Artists

Interview with Gina Parr

Please introduce yourself to us!

I am Gina Parr, Brtish painter and photographer. In 2007 I returned to work full time as an Artist after a 25 year career as a Television Production Set Designer in London and in 2010 moved back to Devon. I originally graduated with a First Class BA Honours Degree in Fine Art in 1979, practiced as a Performance Artist in the early 1980’s with funding from Arts Council England and went on to study Set Design at Chelsea College of Art, then working for the BBC, eventually, as a Senior Production Set Designer and later as a freelance Designer for all major Television channels. I designed many prestigious shows such as the original Eastenders Albert Square and interiors, The Brit Awards, The Royal Variety Performance, Mercury Music Awards, Goodness Gracious Me and Shooting Stars. During this time I also lectured in art and design in various colleges including Chelsea College of Art and Nottingham University.

Several of my artworks are held in the permanent collection of Keble College Oxford, by the Director of Jestico + Whiles Architects London, the President of the Boston Children’s Museum USA, a Senior Economist at Goldman Sachs International, London and many other private collections worldwide. I have exhibited widely in galleries and fairs throughout the UK and London and will have my first Copenhagen solo show in 2019.

I live and work between Devon and the East End of London.

How did you find your voice as an artist?

I knew I wanted to be an artist at a very young age. Drawing and painting were always my chosen childhood means of expression. As an only child, the secret dialogue I developed through my art gave me the means to express and convey feelings that I was unable to do adequately through conversation or contact with others.

Where do you get your inspiration from?

As a child I spent time mackerel fishing with my father, the trips forming my emotional bond with the landscape and seascape of the South West: beautiful, wild open spaces, changes in the weather and terrain and the freedom of natural space. Counter to this, my life at home was very chaotic and cramped as my mother, a hoarder, filled every available space with possessions and was obsessed with collecting. My father Wilf’ died when I was 17, leading to my mother’s hoarding escalating to extreme levels. My work is a combination of the joy and melancholy taken from these memories and present day reactions to beauty in the natural world, both here in Devon and as I travel. I’m not interested in reproducing place, rather in producing something in its own right born of the process of painting and a need to control a created space.

Move on up, 2010, acrílico sobre lienzo, 152×152

Is there a particular material that you prefer to work with?

When painting, I am completely immersed in the process and build a reverberating relationship with the canvas, a push and pull of chaos and control. As much is taken away from the painting as is added, with constant building and washing of the canvas, aiming to invoke an atmosphere drawn from the process, the initial emotional trigger and the colour palette employed. I use water based oil, charcoal, acrylic and utilise palette knife, cloth, brush and sponge to add, remove, scratch, blur and work the paint. Large amounts of water are often poured down the canvas, making it necessary to paint in wellingtons…..

My photography, my way of “painting” whilst traveling and away from my studio, and often mistaken as images of my paintings, extracts illusionary space and form from sometimes cramped and chaotic environments in Europe, urban India, the Far East, and Cuba. I photograph marks, decay and textures, some of which have been laid down by others with previous intent, which become abstract worlds, fictional and chimerical places. I have found a developing symbiosis between my Photography and my Painting. My photographs are printed onto Hahnemuhle 310 gms German etching paper using archival inks.

Saudade, 2015,Acrylic, Oil, Charcoal on Canvas,100x100cm

What do you enjoy most about your work?

I love being able to work full time at the profession I have desired since childhood and being by myself in my studio, just me and Radio 4 as background. I don’t listen specifically, I like the reassurance and comfort of the sound, but very occasionally something will come up which also feeds into the work at hand. I also enjoy combining my love of travel with my photography and the excitement of making art on the move. I can’t imagine a day without creativity, it is who I am.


_EXERCISE DIRECTIONS_.
Please return the data word for word and leave out any picture it contains.

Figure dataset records
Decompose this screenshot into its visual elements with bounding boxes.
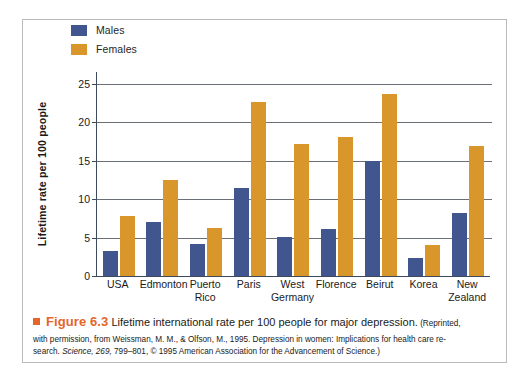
bar-females-edmonton (163, 180, 178, 276)
legend-label-females: Females (96, 43, 137, 55)
plot-area: 0510152025 (96, 72, 490, 277)
legend-label-males: Males (96, 24, 125, 36)
x-tick-label: West Germany (271, 278, 315, 303)
bar-males-west-germany (277, 237, 292, 276)
x-tick-label: Puerto Rico (183, 278, 227, 303)
y-tick-label-10: 10 (78, 193, 90, 205)
bar-males-new-zealand (452, 213, 467, 276)
figure-caption: Figure 6.3 Lifetime international rate p… (33, 314, 503, 359)
y-axis-title: Lifetime rate per 100 people (34, 72, 50, 276)
legend-swatch-icon-males (71, 25, 87, 36)
bar-females-new-zealand (469, 146, 484, 276)
bar-males-puerto-rico (190, 244, 205, 276)
bar-males-paris (234, 188, 249, 276)
y-axis-title-text: Lifetime rate per 100 people (36, 102, 48, 246)
plot-wrapper: Lifetime rate per 100 people 0510152025 … (38, 72, 498, 287)
bar-group (315, 72, 359, 276)
x-tick-label: Edmonton (140, 278, 184, 291)
bar-males-usa (103, 251, 118, 276)
y-tick-label-15: 15 (78, 155, 90, 167)
y-tick-label-20: 20 (78, 116, 90, 128)
caption-body: with permission, from Weissman, M. M., &… (33, 334, 503, 359)
bars-layer (97, 72, 490, 276)
bar-group (184, 72, 228, 276)
figure-container: Males Females Lifetime rate per 100 peop… (0, 0, 524, 375)
x-tick-label: Paris (227, 278, 271, 291)
bar-group (446, 72, 490, 276)
caption-source-journal: Science, 269, (62, 347, 112, 356)
bar-group (272, 72, 316, 276)
bar-males-florence (321, 229, 336, 276)
x-tick-label: New Zealand (445, 278, 489, 303)
legend-item-females: Females (71, 41, 201, 57)
chart-legend: Males Females (71, 22, 201, 60)
bar-females-puerto-rico (207, 228, 222, 276)
bar-group (141, 72, 185, 276)
x-axis-labels: USAEdmontonPuerto RicoParisWest GermanyF… (96, 278, 490, 314)
bar-group (403, 72, 447, 276)
legend-swatch-icon-females (71, 44, 87, 55)
figure-number-label: Figure 6.3 (46, 314, 108, 329)
y-tick-mark-0 (92, 276, 97, 277)
bar-females-usa (120, 216, 135, 276)
x-tick-label: USA (96, 278, 140, 291)
bar-females-korea (425, 245, 440, 276)
bar-females-florence (338, 137, 353, 276)
orange-square-icon (33, 318, 40, 325)
bar-males-edmonton (146, 222, 161, 276)
x-tick-label: Beirut (358, 278, 402, 291)
figure-credit-start: (Reprinted, (420, 319, 461, 328)
bar-males-korea (408, 258, 423, 276)
bar-females-beirut (382, 94, 397, 276)
caption-body-line2: with permission, from Weissman, M. M., &… (33, 335, 446, 344)
bar-group (97, 72, 141, 276)
y-tick-label-0: 0 (84, 270, 90, 282)
x-tick-label: Korea (402, 278, 446, 291)
y-tick-label-5: 5 (84, 232, 90, 244)
caption-body-line3-end: 799–801, © 1995 American Association for… (112, 347, 380, 356)
caption-heading-line: Figure 6.3 Lifetime international rate p… (33, 314, 503, 331)
legend-item-males: Males (71, 22, 201, 38)
bar-females-paris (251, 102, 266, 276)
figure-title: Lifetime international rate per 100 peop… (111, 316, 417, 328)
y-tick-label-25: 25 (78, 78, 90, 90)
bar-males-beirut (365, 161, 380, 276)
bar-group (228, 72, 272, 276)
x-tick-label: Florence (314, 278, 358, 291)
caption-body-line3-start: search. (33, 347, 62, 356)
bar-females-west-germany (294, 144, 309, 276)
bar-group (359, 72, 403, 276)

_EXERCISE ANSWER_.
Decompose this screenshot into its visual elements with bounding boxes.
bar-females-edmonton (163, 180, 178, 276)
legend-label-females: Females (96, 43, 137, 55)
plot-area: 0510152025 (96, 72, 490, 277)
legend-label-males: Males (96, 24, 125, 36)
x-tick-label: West Germany (271, 278, 315, 303)
bar-males-west-germany (277, 237, 292, 276)
x-tick-label: Puerto Rico (183, 278, 227, 303)
y-tick-label-10: 10 (78, 193, 90, 205)
bar-males-new-zealand (452, 213, 467, 276)
figure-caption: Figure 6.3 Lifetime international rate p… (33, 314, 503, 359)
y-axis-title: Lifetime rate per 100 people (34, 72, 50, 276)
legend-swatch-icon-males (71, 25, 87, 36)
bar-females-new-zealand (469, 146, 484, 276)
bar-males-puerto-rico (190, 244, 205, 276)
bar-males-paris (234, 188, 249, 276)
y-axis-title-text: Lifetime rate per 100 people (36, 102, 48, 246)
plot-wrapper: Lifetime rate per 100 people 0510152025 … (38, 72, 498, 287)
bar-group (315, 72, 359, 276)
x-tick-label: Edmonton (140, 278, 184, 291)
bar-males-usa (103, 251, 118, 276)
y-tick-label-15: 15 (78, 155, 90, 167)
y-tick-label-20: 20 (78, 116, 90, 128)
caption-body: with permission, from Weissman, M. M., &… (33, 334, 503, 359)
bars-layer (97, 72, 490, 276)
bar-group (184, 72, 228, 276)
figure-container: Males Females Lifetime rate per 100 peop… (0, 0, 524, 375)
x-tick-label: Paris (227, 278, 271, 291)
bar-group (446, 72, 490, 276)
caption-source-journal: Science, 269, (62, 347, 112, 356)
bar-group (272, 72, 316, 276)
bar-males-florence (321, 229, 336, 276)
x-tick-label: New Zealand (445, 278, 489, 303)
legend-item-females: Females (71, 41, 201, 57)
chart-legend: Males Females (71, 22, 201, 60)
bar-females-puerto-rico (207, 228, 222, 276)
bar-group (141, 72, 185, 276)
x-axis-labels: USAEdmontonPuerto RicoParisWest GermanyF… (96, 278, 490, 314)
bar-group (403, 72, 447, 276)
legend-swatch-icon-females (71, 44, 87, 55)
figure-number-label: Figure 6.3 (46, 314, 108, 329)
y-tick-mark-0 (92, 276, 97, 277)
bar-females-usa (120, 216, 135, 276)
x-tick-label: USA (96, 278, 140, 291)
bar-females-korea (425, 245, 440, 276)
bar-females-florence (338, 137, 353, 276)
orange-square-icon (33, 318, 40, 325)
bar-males-edmonton (146, 222, 161, 276)
x-tick-label: Beirut (358, 278, 402, 291)
figure-credit-start: (Reprinted, (420, 319, 461, 328)
bar-males-korea (408, 258, 423, 276)
bar-females-beirut (382, 94, 397, 276)
caption-body-line2: with permission, from Weissman, M. M., &… (33, 335, 446, 344)
bar-group (97, 72, 141, 276)
y-tick-label-0: 0 (84, 270, 90, 282)
x-tick-label: Korea (402, 278, 446, 291)
y-tick-label-5: 5 (84, 232, 90, 244)
caption-body-line3-end: 799–801, © 1995 American Association for… (112, 347, 380, 356)
caption-heading-line: Figure 6.3 Lifetime international rate p… (33, 314, 503, 331)
legend-item-males: Males (71, 22, 201, 38)
bar-females-paris (251, 102, 266, 276)
figure-title: Lifetime international rate per 100 peop… (111, 316, 417, 328)
y-tick-label-25: 25 (78, 78, 90, 90)
bar-males-beirut (365, 161, 380, 276)
bar-group (228, 72, 272, 276)
x-tick-label: Florence (314, 278, 358, 291)
caption-body-line3-start: search. (33, 347, 62, 356)
bar-females-west-germany (294, 144, 309, 276)
bar-group (359, 72, 403, 276)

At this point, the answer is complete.